I’m tired of these college intuitions complain about cheating during COVID because people have scholarships, and tons of money lost on the line if they flunk a class.
Also because of COVID there are not much tutors available to help if you. Unless you spend more money for a third party tutor.
Spending 100x on professors, teaching aids, teaching materials, tutors, etc, would be a no-brainer to me. Flipping the format of the classes so that lectures are pre-recorded and available for free, then class room time spent doing problems and discussions. I would probably do something like 1 month "semesters" where if you failed to get it on the first pass, you would have to start that period over again, instead of the entire class. I mean, there is tons of obvious low hanging fruit that one could do to improve the "teach the next generation" function of colleges, but colleges (and schools more broadly) in America aren't really trying to do that, like, at all.
This is basically what lectures are like with good professors at a good university.
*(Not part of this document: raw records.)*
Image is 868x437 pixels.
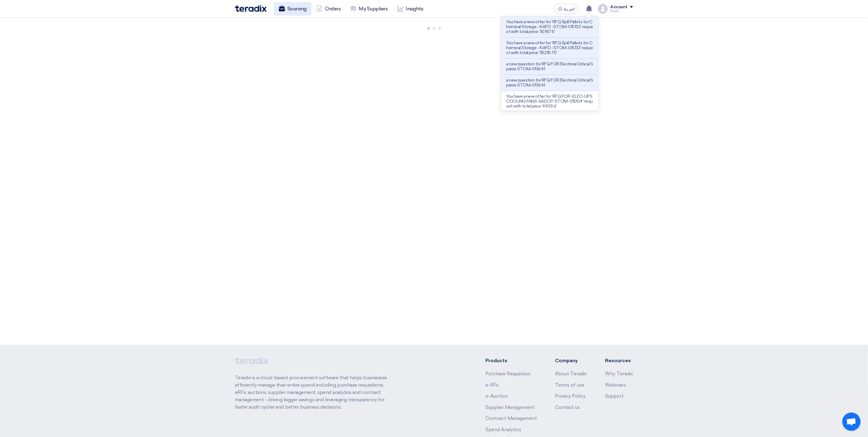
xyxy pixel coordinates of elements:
[564,7,575,11] span: العربية
[506,94,593,109] p: You have a new offer for 'RFQ FOR -ELEC-UPS COOLING FANS-SADCP-STOM-015104' request with total pr...
[486,416,537,421] a: Contract Management
[605,357,633,364] li: Resources
[345,2,393,15] a: My Suppliers
[235,5,267,12] img: Teradix logo
[486,357,537,364] li: Products
[486,393,508,399] a: e-Auction
[506,20,593,34] p: You have a new offer for 'RFQ Spill Pallets for Chemical Storage - KAFD -STOM-015132' request wit...
[506,78,593,87] p: a new question for RFQ FOR Electrical Critical Spares STOM-013641
[506,62,593,71] p: a new question for RFQ FOR Electrical Critical Spares STOM-013641
[555,371,587,376] a: About Teradix
[486,382,499,387] a: e-RFx
[605,393,623,399] a: Support
[554,4,578,14] button: العربية
[235,374,394,410] p: Teradix is a cloud-based procurement software that helps businesses efficiently manage their enti...
[506,40,593,56] p: You have a new offer for 'RFQ Spill Pallets for Chemical Storage - KAFD -STOM-015132' request wit...
[486,427,521,432] a: Spend Analytics
[611,9,633,13] div: Khalil
[274,2,311,15] a: Sourcing
[311,2,345,15] a: Orders
[486,371,530,376] a: Purchase Requisition
[393,2,428,15] a: Insights
[555,405,580,410] a: Contact us
[611,4,628,9] div: Account
[605,371,633,376] a: Why Teradix
[605,382,626,387] a: Webinars
[555,382,584,387] a: Terms of use
[555,357,587,364] li: Company
[842,412,861,430] div: Open chat
[598,4,608,14] img: profile_test.png
[555,393,586,399] a: Privacy Policy
[486,405,534,410] a: Supplier Management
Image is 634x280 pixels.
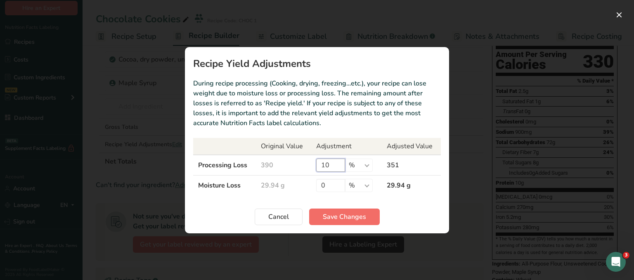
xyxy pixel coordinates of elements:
span: 3 [623,252,630,258]
th: Adjusted Value [382,138,441,155]
h1: Recipe Yield Adjustments [193,59,441,69]
span: Cancel [268,212,289,222]
td: 29.94 g [382,175,441,195]
button: Save Changes [309,209,380,225]
td: 390 [256,155,311,175]
td: Processing Loss [193,155,256,175]
td: 29.94 g [256,175,311,195]
td: Moisture Loss [193,175,256,195]
th: Adjustment [311,138,382,155]
th: Original Value [256,138,311,155]
td: 351 [382,155,441,175]
button: Cancel [255,209,303,225]
iframe: Intercom live chat [606,252,626,272]
p: During recipe processing (Cooking, drying, freezing…etc.), your recipe can lose weight due to moi... [193,78,441,128]
span: Save Changes [323,212,366,222]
Active discussions, group work, etc., even for classes like calc that can be taught much more easily as infodump lectures.
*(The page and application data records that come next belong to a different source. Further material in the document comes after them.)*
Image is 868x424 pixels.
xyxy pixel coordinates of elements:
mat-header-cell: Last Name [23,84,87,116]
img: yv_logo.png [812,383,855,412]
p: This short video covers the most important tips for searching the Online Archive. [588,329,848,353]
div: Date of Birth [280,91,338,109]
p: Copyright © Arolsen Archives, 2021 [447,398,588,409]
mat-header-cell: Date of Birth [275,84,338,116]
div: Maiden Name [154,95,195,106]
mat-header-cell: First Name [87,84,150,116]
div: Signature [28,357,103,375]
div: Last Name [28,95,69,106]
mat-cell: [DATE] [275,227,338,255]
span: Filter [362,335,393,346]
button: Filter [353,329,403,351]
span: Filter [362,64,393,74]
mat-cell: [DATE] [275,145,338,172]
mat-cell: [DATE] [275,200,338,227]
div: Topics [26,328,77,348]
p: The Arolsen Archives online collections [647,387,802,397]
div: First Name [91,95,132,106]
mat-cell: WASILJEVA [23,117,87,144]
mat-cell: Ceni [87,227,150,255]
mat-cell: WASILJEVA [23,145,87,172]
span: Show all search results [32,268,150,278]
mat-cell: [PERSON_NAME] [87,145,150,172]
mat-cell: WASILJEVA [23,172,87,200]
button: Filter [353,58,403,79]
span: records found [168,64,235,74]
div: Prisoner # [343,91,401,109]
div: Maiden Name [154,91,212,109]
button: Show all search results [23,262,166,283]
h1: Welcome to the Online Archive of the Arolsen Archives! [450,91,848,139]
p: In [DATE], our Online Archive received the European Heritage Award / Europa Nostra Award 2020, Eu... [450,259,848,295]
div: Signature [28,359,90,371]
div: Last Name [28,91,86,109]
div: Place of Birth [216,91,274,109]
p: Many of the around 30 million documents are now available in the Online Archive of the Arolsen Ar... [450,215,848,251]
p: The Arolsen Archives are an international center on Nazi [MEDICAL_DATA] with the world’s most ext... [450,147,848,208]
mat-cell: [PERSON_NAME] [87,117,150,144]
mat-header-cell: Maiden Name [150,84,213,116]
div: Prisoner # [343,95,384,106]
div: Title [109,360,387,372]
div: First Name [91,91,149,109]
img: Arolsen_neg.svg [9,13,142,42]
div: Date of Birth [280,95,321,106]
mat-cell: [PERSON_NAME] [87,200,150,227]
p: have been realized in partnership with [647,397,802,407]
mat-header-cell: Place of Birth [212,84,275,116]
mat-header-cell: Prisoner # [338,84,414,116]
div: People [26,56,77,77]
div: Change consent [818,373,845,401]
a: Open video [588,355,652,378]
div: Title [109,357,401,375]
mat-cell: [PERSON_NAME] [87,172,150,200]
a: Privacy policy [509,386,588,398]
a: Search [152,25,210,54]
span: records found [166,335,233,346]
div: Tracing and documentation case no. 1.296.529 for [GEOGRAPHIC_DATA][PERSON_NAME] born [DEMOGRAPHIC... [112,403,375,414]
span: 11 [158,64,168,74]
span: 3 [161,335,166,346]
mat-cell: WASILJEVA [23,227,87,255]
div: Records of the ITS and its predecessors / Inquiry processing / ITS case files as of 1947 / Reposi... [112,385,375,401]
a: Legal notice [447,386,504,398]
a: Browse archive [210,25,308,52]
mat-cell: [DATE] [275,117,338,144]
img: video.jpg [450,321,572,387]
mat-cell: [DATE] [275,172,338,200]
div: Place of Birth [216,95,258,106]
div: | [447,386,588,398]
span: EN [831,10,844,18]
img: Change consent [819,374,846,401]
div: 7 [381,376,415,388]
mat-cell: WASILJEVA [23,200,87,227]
But in general, I agree that the overall format of the college experience, with two semesters a year of 10-15 credit hours per semester, and every class graded and weighted equally (getting a C in some bullshit course required for your degree because you lost the luck of the draw and got some hardass prof with a chip on their shoulder will be considered exactly the same as the work you do to get an A in a difficult fourth year important course) is something that has just become entrenched. Like most institutions, it is removed from any historical context or genealogy of development and instead treated as though its structure is self evident. The capitalist contribution is to industrialize it, requiring things like a ton of different accreditation and qualification checklists for universities to be "real" universities. While it is important to have some method of evaluating institutions to prevent frauds, the checklists we have have the side effect of maintaining the status quo and not preventing obvious scams (SANS Technology Institute is regionally accredited and largely exists as a way to scam military dudes / taxpayers out of GI Bill dollars when they retire).
I think MIT had a pretty good approach a while back (don't know if they still do it), in which students could opt to do many courses as pass/fail. They could choose ones to be graded that they wanted to sink a lot of time into (thing that they expected to be interesting, useful to them, etc.). There's much more room for mistakes and bad exams for a pass/fail course.